A CNN report Monday showed a man named Mustafa al-Madani – identified by a Turkish agent as Khashoggi’s “body double” – entered the consulate in a flannel shirt and left in what appeared to be the slain journalist’s clothes, which al-Madani reportedly tossed into a dumpster after visiting Istanbul's legendary Blue Mosque.

A Turkish broadcaster later ran surveillance video purporting to show Saudi consular staff burning documents within one day of Khashoggi’s death.

“That all indicates to me that Erdogan now, that he will have to reveal everything,” Tol said. “Yes, there were negotiations going on, but Turkey apparently did not get what it wanted.”

Reversing course at this point, Tol added, would represent a “huge U-turn” from Ankara.

Erdogan pulled such an about-face recently in releasing Andrew Brunson, a U.S. pastor who spent more than two years in a Turkish prison on terrorism charges. Brunson’s imprisonment had been seen as an example of hostage diplomacy and his release as proof that Turkey’s judiciary operates based on what its government finds politically expedient.

Momani, the Canadian scholar, thought that it was no coincidence that Brunson went home at the height of the Khashoggi investigation, with the U.S. midterms approaching.

“I think Brunson’s release was intimately tied to the broader objective that the Turks have, which is to get out of the cold internationally, and they know that Brunson was an important issue, particularly to Vice President Pence and much of the evangelical base that does support the Republican party,” she said.

The Trump administration leveled tariffs on Turkey in pursuit of Brunson’s release, although it has said little about other U.S. government workers languishing in Turkish prisons.

“Donald Trump wants this to go away,” Momani said. “He has a midterm election coming up. He wants to be able to avoid more questions about what he sees as an insignificant issue. This is a noncitizen. He’s made that very clear.”

Turkish objectives are diverse: Momani noted that Erdogan’s cronies are intertwined with the country’s construction center, and its ailing economy could use a boost from lucrative contracts from Riyadh, which is losing international business support.

“Everybody else is pulling out,” she said. “Nobody else wants to do this stuff for the Saudis any more. Saudis don’t have the capacity to build. They don’t have enough engineers.

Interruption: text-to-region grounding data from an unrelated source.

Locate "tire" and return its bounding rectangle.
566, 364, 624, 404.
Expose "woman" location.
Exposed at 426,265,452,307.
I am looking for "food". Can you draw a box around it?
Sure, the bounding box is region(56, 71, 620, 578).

They don’t have the type of contractors.”

Erdogan has timed his announcement with the start of Saudi Arabia’s investment conference “Davos in the Desert,” which has been reeling from executives pulling out in protest to Khashoggi’s murder.

Erdogan is also facing pressure from a multibillion-dollar money-laundering case involving Turkey’s state-run Halkbank, whose manager was recently convicted of violating U.S. sanctions to Iran.

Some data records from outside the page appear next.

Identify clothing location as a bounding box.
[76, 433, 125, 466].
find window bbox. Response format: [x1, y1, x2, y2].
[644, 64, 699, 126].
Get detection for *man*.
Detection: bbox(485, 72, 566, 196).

The Turkish government could see the Khashoggi case as an opportunity to avoid potentially crippling fine from the U.S. Treasury.

“Erdogan is a master at this,” said Tol, the Washington-based analyst. “He can turn anything into an opportunity.”

Domestically Erdogan is facing pressure from hardliners who criticized him for releasing Brunson, and observers have framed Turkey and Saudi Arabia’s rivalry as a struggle for leadership of the Islamic world.

Omer Celik, a spokesman for Turkey’s ruling Justice and Development Party, emphasized that the government will “not allow a cover-up” of Khashoggi’s death.

“It is a matter of honor for us that this is uncovered,” Celik said on Saturday. “We will shed light on this using all means we have.

Press freedom is hardly an overriding concern for any of the three nations.

“Look, we’re not talking about a perfect democracy here,” Tol said of Erdogan’s Turkey. “We’re talking about a man who is the biggest jailer of journalists.”

The Khashoggi affair has been calling attention to the sins of the other two powers at the table, such as the U.S.-backed Saudi war in Yemen, which the U.N. recently estimated threatens 13 million people with starvation.

In his relentless attacks on the media, Trump recently cheered on a Montana congressman’s assault of a journalist, leaving many in the United States looking for human rights help wherever they can find it.

“All eyes are now on Turkey, even in Washington, where Erdogan doesn’t have many friends people are now applauding what he is doing,” Tol noted. “He can now claim that seat by a principled stand. He can reclaim the tarnished image. He can fix part of it, I guess.”